Have you ever wondered who the fans of your Facebook page are?
If you subscribe to Hootsuite, they’ve just released a feature that gives you a pretty comprehensive report about your Facebook fan page. They call it “Facebook Insights” and any Hootsuite user that has admin access to their Facebook page can add it to their Hootsuite account and it will show them the following:
- New fans to your Page
- Demographics including: region, age, gender
- Amount of Page comments
- Number of “likes”
- New discussions
- Number of new wall posts
You’ll also see historical comparisons to see which way your pages are trending. And, like other stats in HootSuite, you can create a printable report to share with your colleagues, clients and executives.
This is definitely valuable information and more comprehensive than the Facebook analytics offered within Facebook itself.
Here’s a screenshot of a report:
There is more to the report including Interaction data and Daily Page Activity (which are readily available through Facebook’s reports so that’s nothing new) but the demographic data is strong.
I blogged about News Feed Optimization awhile ago. Since page and content interaction is incredibly important in determining whether or not your fans see your posts, this information is invaluable.
In the example above, since we know that 66% of the fans are male, there would be a couple of strategies you may want to employ. First, since the goal is more interaction, you may want to concentrate on male-oriented content. The second would be to work on increasing your female base of fans.
You should know your product’s demographics so why wouldn’t you want to encourage and/or grow your Facebook page demographics to match your products demographics?
This information will also allow you to identify which content is actually generating activity which would then allow you to utilize similar content in the future.
If posting pictures of modded cars gets you a lot of responses, you’d want to post more of those. If you have a predominately female fan base and you see that the recipe you posted for cookies got a lot of attention and interaction, you post more lifestyle-type posts.
Of course, this information requires you to be a Hootsuite user to obtain (for now at least).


WORK ORDER: In the data below, which lines hold the word "Vendors"? Copy them.
*** Block opens ***
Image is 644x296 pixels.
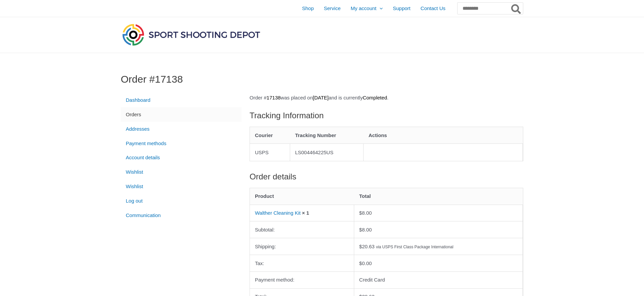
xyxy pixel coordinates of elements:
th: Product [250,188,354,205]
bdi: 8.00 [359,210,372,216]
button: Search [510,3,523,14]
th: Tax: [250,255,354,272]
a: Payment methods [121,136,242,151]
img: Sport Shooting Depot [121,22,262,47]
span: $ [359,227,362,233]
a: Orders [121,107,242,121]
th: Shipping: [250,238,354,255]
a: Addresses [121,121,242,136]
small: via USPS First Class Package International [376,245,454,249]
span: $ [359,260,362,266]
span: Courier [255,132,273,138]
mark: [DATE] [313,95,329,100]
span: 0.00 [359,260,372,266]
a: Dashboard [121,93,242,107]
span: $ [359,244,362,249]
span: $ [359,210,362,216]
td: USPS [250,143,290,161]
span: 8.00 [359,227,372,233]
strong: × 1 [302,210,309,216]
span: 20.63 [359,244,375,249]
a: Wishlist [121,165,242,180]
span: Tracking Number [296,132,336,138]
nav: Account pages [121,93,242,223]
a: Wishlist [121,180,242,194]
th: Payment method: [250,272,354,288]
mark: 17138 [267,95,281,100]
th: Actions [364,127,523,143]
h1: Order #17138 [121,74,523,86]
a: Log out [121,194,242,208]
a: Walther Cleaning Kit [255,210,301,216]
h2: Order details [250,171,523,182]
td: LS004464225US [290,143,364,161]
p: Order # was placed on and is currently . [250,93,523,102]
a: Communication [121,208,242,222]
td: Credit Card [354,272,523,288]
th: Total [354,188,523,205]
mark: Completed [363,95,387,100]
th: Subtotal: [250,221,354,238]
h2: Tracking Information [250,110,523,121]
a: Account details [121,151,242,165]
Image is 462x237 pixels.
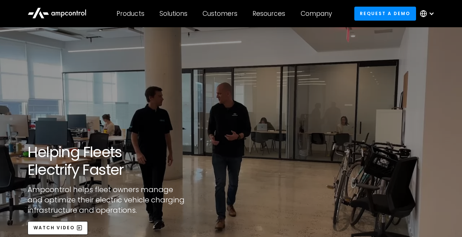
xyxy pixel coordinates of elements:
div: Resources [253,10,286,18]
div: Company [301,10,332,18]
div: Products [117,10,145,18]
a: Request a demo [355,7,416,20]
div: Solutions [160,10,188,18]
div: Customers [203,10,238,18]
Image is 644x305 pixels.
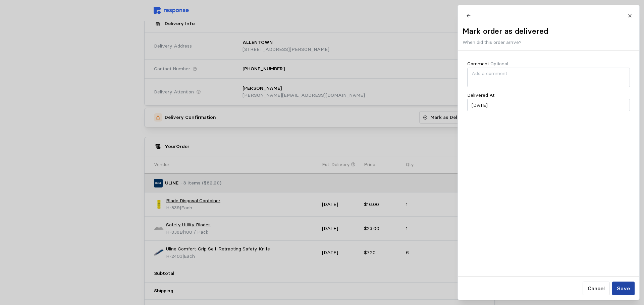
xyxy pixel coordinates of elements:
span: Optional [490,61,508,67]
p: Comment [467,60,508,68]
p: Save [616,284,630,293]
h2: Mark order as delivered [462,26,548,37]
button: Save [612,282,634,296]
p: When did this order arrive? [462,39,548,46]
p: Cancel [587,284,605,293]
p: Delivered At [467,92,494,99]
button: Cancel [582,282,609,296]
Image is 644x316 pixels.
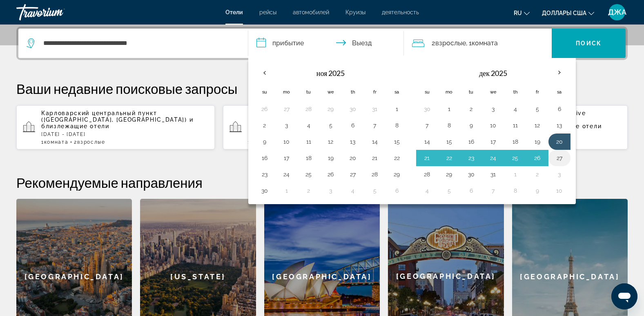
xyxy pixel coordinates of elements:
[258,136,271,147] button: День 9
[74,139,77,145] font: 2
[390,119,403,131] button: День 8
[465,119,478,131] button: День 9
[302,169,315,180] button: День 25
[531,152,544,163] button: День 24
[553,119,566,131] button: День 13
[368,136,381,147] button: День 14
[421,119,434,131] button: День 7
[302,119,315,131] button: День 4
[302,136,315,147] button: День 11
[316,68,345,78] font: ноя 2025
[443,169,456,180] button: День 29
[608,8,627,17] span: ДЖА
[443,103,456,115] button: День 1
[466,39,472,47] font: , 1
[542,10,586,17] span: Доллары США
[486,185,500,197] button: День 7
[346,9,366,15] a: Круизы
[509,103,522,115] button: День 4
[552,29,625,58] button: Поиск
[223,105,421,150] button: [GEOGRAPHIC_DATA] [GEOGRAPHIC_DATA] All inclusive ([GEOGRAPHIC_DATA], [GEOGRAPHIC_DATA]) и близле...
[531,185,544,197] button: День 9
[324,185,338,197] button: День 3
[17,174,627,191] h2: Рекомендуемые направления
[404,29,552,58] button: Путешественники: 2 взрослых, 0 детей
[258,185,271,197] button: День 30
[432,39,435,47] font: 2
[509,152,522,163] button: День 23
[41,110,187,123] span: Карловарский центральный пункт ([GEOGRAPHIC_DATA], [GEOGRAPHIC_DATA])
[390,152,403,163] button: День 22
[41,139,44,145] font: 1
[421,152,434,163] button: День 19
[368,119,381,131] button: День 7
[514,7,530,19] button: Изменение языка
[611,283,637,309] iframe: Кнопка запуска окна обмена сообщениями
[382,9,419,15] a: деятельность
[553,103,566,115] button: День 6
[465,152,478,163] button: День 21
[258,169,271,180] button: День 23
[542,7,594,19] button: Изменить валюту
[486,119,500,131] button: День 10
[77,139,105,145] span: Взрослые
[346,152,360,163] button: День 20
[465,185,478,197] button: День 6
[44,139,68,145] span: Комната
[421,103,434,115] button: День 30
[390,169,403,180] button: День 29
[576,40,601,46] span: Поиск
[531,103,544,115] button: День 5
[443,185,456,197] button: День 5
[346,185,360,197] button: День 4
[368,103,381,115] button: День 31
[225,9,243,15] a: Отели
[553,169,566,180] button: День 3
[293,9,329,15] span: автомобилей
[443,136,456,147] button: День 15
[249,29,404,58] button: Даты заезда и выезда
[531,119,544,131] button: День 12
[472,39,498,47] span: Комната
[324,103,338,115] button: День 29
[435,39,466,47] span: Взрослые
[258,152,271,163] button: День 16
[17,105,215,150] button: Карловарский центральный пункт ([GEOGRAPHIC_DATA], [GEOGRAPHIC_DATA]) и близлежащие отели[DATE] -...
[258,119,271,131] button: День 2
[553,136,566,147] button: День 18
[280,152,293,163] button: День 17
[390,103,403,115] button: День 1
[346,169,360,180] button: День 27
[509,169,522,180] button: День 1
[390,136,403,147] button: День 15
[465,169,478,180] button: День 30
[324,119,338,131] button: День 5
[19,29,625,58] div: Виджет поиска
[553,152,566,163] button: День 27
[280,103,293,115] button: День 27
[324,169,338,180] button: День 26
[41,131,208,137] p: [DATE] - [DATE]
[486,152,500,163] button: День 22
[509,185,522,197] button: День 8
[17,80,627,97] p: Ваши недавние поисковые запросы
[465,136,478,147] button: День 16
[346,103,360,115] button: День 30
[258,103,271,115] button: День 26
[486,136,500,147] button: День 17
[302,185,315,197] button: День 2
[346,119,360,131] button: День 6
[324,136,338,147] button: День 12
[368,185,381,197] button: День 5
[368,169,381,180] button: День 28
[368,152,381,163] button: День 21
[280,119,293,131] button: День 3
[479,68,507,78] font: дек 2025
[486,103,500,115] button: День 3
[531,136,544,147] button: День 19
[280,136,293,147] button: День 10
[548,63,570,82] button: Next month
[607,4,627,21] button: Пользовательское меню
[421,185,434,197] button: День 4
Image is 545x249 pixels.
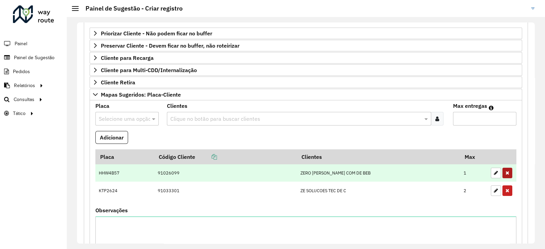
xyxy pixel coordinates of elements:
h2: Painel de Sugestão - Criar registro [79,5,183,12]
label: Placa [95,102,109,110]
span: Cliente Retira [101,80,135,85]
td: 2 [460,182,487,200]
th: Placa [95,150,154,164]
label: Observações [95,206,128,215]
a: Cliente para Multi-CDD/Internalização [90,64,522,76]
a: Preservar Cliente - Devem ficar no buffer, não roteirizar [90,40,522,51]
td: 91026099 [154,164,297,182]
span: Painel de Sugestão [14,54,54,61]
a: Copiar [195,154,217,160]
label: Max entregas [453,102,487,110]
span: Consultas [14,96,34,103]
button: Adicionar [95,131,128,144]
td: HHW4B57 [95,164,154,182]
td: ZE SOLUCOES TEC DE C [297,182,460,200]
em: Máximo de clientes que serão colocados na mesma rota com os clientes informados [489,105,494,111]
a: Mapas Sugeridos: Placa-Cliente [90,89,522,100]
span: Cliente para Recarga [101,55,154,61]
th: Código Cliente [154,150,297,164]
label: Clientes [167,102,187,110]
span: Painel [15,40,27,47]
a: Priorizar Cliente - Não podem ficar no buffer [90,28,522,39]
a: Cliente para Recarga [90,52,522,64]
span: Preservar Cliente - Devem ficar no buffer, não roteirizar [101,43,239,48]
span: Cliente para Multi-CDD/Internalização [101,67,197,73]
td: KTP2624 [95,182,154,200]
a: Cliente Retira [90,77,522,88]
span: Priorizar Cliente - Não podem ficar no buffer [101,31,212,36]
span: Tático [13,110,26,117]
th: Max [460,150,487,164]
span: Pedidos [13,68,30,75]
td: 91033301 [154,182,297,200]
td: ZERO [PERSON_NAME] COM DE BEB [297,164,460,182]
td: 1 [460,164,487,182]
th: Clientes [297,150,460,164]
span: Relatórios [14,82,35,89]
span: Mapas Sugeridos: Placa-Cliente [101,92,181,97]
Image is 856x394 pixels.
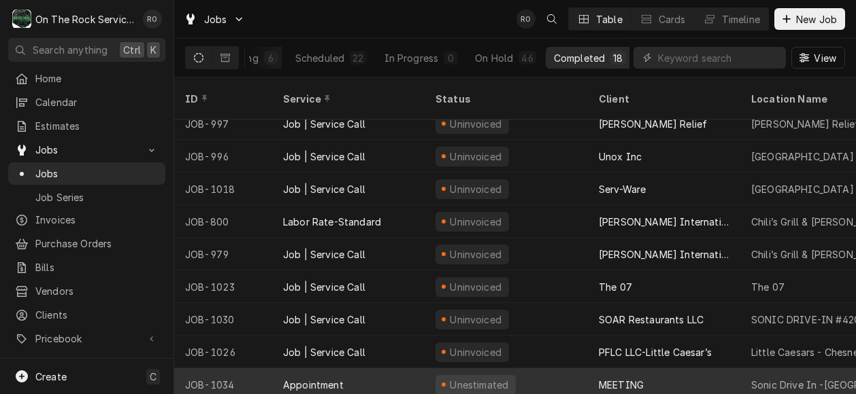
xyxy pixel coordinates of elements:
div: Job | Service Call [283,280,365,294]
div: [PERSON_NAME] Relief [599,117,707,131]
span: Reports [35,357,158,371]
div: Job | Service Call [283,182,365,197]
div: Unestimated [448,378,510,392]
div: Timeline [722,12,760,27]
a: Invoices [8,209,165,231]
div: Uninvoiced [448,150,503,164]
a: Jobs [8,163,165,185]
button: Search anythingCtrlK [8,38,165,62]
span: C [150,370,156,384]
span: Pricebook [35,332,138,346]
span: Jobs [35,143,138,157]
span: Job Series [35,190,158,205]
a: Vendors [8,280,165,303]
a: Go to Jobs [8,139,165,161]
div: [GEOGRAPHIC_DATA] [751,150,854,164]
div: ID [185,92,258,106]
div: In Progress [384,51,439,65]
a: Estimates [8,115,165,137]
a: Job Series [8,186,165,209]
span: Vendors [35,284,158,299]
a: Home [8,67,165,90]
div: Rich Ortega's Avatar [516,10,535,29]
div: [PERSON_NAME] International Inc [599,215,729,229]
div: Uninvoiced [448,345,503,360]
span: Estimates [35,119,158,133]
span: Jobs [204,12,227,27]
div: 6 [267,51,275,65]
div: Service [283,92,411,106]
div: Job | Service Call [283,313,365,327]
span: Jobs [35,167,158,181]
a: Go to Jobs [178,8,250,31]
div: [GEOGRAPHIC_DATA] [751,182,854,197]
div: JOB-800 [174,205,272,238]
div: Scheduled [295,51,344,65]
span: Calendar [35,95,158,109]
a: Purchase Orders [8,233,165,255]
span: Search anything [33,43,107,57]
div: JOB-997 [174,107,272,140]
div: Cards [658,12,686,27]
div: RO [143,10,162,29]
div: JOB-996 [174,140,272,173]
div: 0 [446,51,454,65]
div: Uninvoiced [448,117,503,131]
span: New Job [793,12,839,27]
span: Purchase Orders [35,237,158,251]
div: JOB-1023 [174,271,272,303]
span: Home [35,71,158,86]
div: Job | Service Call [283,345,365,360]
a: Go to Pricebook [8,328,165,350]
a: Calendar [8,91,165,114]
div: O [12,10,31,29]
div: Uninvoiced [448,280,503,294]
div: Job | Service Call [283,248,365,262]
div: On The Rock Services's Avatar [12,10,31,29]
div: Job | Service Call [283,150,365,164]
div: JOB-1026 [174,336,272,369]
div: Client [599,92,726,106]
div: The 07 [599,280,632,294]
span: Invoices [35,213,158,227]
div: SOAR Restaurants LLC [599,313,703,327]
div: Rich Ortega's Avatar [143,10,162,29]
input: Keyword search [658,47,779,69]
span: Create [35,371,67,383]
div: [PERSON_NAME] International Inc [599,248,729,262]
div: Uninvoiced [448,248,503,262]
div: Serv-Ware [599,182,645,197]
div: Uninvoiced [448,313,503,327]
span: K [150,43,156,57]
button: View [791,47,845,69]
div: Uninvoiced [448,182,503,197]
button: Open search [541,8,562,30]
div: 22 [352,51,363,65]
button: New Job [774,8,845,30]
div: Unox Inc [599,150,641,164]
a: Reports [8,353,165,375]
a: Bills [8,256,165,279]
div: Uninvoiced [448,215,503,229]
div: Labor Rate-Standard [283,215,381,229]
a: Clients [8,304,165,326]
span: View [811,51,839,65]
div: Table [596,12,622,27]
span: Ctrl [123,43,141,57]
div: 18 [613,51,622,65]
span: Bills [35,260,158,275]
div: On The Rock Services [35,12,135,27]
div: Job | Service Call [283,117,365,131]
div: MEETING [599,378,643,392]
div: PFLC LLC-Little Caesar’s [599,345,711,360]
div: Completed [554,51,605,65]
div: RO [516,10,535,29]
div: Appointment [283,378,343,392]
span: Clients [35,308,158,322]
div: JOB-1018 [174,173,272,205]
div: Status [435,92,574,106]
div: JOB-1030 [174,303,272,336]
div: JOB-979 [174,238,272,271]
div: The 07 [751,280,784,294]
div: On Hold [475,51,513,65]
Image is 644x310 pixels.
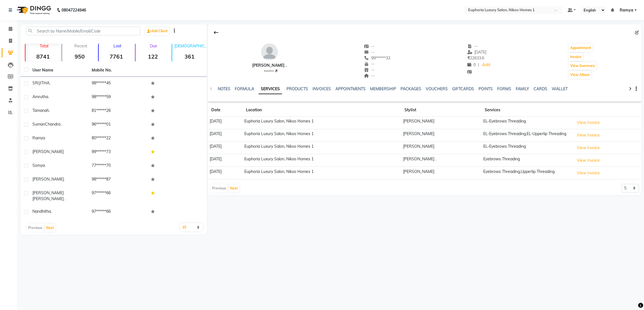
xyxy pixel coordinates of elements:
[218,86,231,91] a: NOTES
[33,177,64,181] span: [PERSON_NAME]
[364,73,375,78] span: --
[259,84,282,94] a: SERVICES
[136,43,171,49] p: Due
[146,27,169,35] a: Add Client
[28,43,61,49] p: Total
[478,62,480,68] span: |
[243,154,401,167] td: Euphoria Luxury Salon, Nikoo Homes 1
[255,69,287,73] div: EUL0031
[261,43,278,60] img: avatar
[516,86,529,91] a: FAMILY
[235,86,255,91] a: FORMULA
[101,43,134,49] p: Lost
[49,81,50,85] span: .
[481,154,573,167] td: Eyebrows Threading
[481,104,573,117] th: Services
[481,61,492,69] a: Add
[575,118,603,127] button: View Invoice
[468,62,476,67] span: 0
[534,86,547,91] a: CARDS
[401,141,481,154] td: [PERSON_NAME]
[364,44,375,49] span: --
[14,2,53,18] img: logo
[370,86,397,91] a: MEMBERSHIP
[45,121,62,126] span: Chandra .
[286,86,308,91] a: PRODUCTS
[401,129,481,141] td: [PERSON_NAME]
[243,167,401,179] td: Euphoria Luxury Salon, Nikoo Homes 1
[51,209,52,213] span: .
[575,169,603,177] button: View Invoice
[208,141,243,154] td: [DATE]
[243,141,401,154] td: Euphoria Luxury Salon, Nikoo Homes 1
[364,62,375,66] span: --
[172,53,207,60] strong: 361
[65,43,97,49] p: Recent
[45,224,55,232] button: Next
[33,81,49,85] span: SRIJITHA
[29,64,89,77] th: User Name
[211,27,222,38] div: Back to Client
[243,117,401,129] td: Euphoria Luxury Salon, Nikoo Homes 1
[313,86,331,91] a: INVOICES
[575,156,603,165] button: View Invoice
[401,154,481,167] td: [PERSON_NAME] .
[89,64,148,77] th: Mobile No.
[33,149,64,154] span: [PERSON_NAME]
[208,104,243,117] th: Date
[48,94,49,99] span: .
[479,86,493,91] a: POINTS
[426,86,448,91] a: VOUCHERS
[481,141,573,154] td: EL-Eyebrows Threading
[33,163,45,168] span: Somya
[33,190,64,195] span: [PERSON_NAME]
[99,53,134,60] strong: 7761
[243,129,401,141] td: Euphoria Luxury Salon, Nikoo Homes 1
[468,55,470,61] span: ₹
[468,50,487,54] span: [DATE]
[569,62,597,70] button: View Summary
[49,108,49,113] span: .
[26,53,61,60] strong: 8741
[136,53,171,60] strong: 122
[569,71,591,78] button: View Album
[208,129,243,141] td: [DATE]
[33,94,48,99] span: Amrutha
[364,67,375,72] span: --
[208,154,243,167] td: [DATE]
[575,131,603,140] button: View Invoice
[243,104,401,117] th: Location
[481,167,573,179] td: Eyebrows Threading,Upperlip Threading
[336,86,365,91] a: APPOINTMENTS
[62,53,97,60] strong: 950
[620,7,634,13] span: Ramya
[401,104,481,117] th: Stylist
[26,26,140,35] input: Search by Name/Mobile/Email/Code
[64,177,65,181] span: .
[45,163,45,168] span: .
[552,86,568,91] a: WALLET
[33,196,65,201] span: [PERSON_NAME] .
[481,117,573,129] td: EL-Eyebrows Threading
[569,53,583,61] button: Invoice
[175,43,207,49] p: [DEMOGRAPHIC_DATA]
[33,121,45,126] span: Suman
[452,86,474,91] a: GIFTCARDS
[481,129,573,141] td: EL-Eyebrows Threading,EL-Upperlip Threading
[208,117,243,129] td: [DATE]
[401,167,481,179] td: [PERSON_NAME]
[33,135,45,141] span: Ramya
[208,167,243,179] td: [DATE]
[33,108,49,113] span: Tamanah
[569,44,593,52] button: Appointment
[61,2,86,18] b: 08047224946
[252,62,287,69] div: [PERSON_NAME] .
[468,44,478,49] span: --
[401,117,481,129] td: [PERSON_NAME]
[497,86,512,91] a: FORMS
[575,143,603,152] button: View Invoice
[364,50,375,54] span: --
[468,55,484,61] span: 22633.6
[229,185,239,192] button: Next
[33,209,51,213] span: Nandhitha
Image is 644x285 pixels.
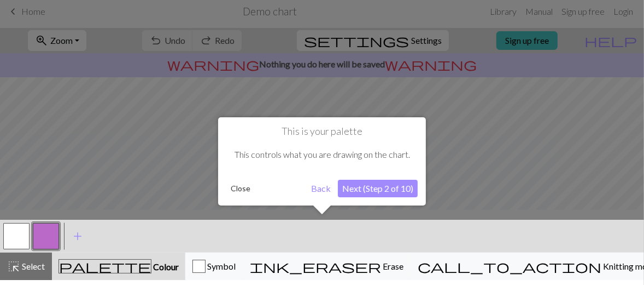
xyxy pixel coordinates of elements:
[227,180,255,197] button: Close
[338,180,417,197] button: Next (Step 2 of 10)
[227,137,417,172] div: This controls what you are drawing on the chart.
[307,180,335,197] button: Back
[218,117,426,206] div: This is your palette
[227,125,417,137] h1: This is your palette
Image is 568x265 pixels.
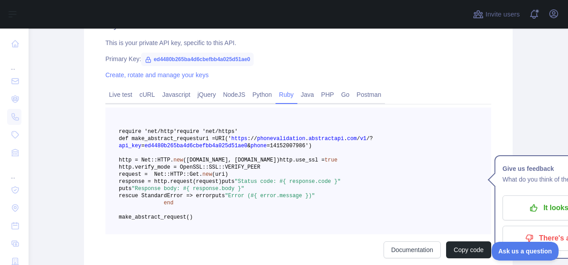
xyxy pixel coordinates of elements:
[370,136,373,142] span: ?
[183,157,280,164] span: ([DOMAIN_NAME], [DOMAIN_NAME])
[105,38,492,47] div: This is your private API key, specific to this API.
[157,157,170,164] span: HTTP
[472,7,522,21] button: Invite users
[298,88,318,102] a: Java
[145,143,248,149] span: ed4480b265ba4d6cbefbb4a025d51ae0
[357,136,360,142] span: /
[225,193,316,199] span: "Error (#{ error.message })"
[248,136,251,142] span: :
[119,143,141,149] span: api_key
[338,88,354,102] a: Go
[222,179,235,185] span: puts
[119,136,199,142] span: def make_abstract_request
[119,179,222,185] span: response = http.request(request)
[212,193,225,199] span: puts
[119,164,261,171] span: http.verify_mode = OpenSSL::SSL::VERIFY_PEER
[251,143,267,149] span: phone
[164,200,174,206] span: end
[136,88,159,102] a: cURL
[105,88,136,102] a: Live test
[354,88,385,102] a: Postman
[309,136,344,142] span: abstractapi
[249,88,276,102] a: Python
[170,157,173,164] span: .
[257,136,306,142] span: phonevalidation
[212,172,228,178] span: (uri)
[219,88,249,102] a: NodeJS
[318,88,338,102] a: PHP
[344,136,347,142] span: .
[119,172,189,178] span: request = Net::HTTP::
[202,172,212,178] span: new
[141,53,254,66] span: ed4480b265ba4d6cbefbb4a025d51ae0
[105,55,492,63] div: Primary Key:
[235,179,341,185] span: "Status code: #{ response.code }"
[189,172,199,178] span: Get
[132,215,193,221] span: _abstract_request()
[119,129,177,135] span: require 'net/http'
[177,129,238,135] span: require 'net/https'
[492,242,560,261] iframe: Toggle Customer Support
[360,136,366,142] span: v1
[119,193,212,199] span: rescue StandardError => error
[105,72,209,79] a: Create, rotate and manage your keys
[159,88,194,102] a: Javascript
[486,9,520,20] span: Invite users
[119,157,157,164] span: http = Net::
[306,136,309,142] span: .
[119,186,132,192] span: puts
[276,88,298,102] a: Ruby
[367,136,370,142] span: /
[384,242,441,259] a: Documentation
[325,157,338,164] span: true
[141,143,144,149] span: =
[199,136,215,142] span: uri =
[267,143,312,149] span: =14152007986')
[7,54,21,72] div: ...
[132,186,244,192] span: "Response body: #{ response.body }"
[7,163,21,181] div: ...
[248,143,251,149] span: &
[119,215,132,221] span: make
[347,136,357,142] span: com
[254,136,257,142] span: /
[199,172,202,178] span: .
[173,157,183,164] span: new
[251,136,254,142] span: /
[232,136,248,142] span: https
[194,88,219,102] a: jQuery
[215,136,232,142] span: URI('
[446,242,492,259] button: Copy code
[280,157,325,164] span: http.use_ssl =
*** Block closes ***
SOLUTION BELOW:
a: Vendors [8,280,165,303]
span: Vendors [35,284,158,299]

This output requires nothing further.